The compression algorithm relies on the observation that for many integer arrays, the probability distribution of a block of 128 entries is not uniform over all values that can be represented by the integer type. For example, an array of indices into a second array with 256 entries has entries that are bounded below by 0 and above by 255. This requires only eight bits per entry, rather than the 32 or 64 generally set aside for a usize index. The basic idea of the compression algorithm is to represent all of the entries in a block with a single minimum necessary bit width. This allows SIMD operations and manual loop unrolling to avoid branches to be used to accelerate encoding and decoding.

This approach does not perform well for probability distributions with outliers though, or for situations where the median value is nonzero. This crate provides three types that handle this situation by applying different initial transformations to the input integer array.

The Uniform type targets encoding and decoding speed. The only transformation is to subtract the minimum value from the entries, with the result that the compression depends only on the difference between the largest and smallest entries.

The Monotone type is specifically intended for arrays with monotone increasing entries. A blocks of entries is transformed into an offset and an array of differences of successive entries, and the array of differences is encoded by the approach above. The compression depends only on the largest entry in the difference array.

The Unimodal type performs the most extensive transformations and offers the most robust compression. The median value is subtracted from the entries, the entries are mapped to the unsigned integers by the zig-zag encoding, and the most significant bits of any outliers are removed and stored separately. The result is that the compression effectively depends only on the standard deviation of the probability distribution of the block entries.

Indexing

Indexing an object of the Uniform, Monotone or Unimodal types is not a simple pointer offset. Part of the header encodes the relative offsets to every block in a compressed form, with the result that random access via the Access trait is an O(log(idx)) operation, where idx is the value of the index (not the length of the array).

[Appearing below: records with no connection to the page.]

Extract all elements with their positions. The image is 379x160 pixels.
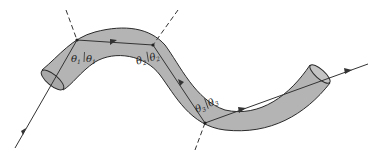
reflection-point-1 — [75, 38, 78, 41]
reflection-point-3 — [203, 121, 206, 124]
normal-line-3 — [195, 123, 205, 150]
ray-arrow-5 — [344, 68, 352, 74]
normal-line-2 — [153, 10, 178, 45]
reflection-point-2 — [151, 43, 154, 46]
angle-divider-1 — [84, 52, 85, 62]
normal-line-1 — [66, 10, 77, 40]
fiber-tube — [42, 28, 330, 131]
optical-fiber-diagram: θ1 θ1 θ2 θ2 θ3 θ3 — [0, 0, 379, 160]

The overhead of this part of the header is around a tenth of a bit per encoded integer.

If you need to access several nearby entries, consider accessing the range and indexing the returned vector for performance.

Safety

As a general rule, you should not decode or access objects of the Uniform, Monotone or Unimodal types from untrusted sources.

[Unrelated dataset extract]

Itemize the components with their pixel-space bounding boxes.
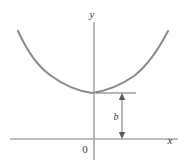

mayda performs wildly unsafe pointer operations during encoding and decoding. Changing the header information with mut_storage can cause data to be written to or read from arbitrary addresses in memory.

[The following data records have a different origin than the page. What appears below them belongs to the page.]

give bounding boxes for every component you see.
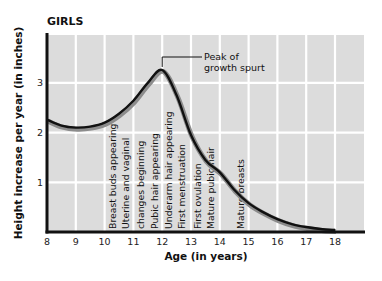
y-tick-label: 2	[37, 127, 43, 138]
annotation-text: growth spurt	[204, 62, 265, 73]
y-tick-label: 1	[37, 177, 43, 188]
x-tick-label: 14	[214, 236, 226, 247]
x-tick-label: 16	[271, 236, 283, 247]
y-tick-label: 3	[37, 77, 43, 88]
event-label: First ovulation	[192, 163, 203, 229]
event-label: changes beginning	[135, 141, 146, 229]
event-label: First menstruation	[176, 144, 187, 229]
annotation-text: Peak of	[204, 51, 239, 62]
event-label: Breast buds appearing	[107, 123, 118, 229]
x-tick-label: 9	[73, 236, 79, 247]
event-label: Underarm hair appearing	[163, 111, 174, 229]
chart-title: GIRLS	[47, 15, 84, 28]
x-tick-label: 13	[185, 236, 197, 247]
x-tick-label: 10	[99, 236, 111, 247]
x-tick-label: 15	[243, 236, 255, 247]
x-tick-label: 11	[127, 236, 139, 247]
x-tick-label: 8	[44, 236, 50, 247]
x-tick-label: 12	[156, 236, 168, 247]
x-axis-label: Age (in years)	[164, 250, 247, 262]
x-tick-label: 18	[329, 236, 341, 247]
growth-chart: Breast buds appearingUterine and vaginal…	[0, 0, 382, 281]
event-label: Pubic hair appearing	[149, 133, 160, 229]
event-label: Uterine and vaginal	[120, 138, 131, 229]
y-axis-label: Height increase per year (in inches)	[12, 27, 24, 240]
x-tick-label: 17	[300, 236, 312, 247]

That said, the situation is the same for any of the data structures in the standard library (consider the set_len method of a Vec).

Re-exports

pub use self::error::Error;
pub use self::monotone::Monotone;
pub use self::uniform::Uniform;
pub use self::unimodal::Unimodal;
pub use self::utility::Access;
pub use self::utility::AccessInto;
pub use self::utility::Encode;

Modules

error

Defines the mayda::Error type. Currently only used for the return types of functions defined in the Encode trait, but intended to allow for more complex error handling in the future.

monotone

Monotone encoding of integer arrays. Intended for cases where the entries are monotonically increasing. Implemented for all primitive integer types.

uniform

Uniform encoding of integer arrays. Intended for cases where encoding and decoding speed is desired, or the probability distribution of the entries is uniform within certain bounds. Implemented for all primitive integer types.

unimodal

Unimodal encoding of integer arrays. Intended for cases where information about the probability distribution of the entries is not known, and the presence of outliers reduces the compression ratio of the other types. Implemented for all primitive integer types.

utility

Contains constants, enums, traits and functions used by all of the encoding types provided by the mayda crate.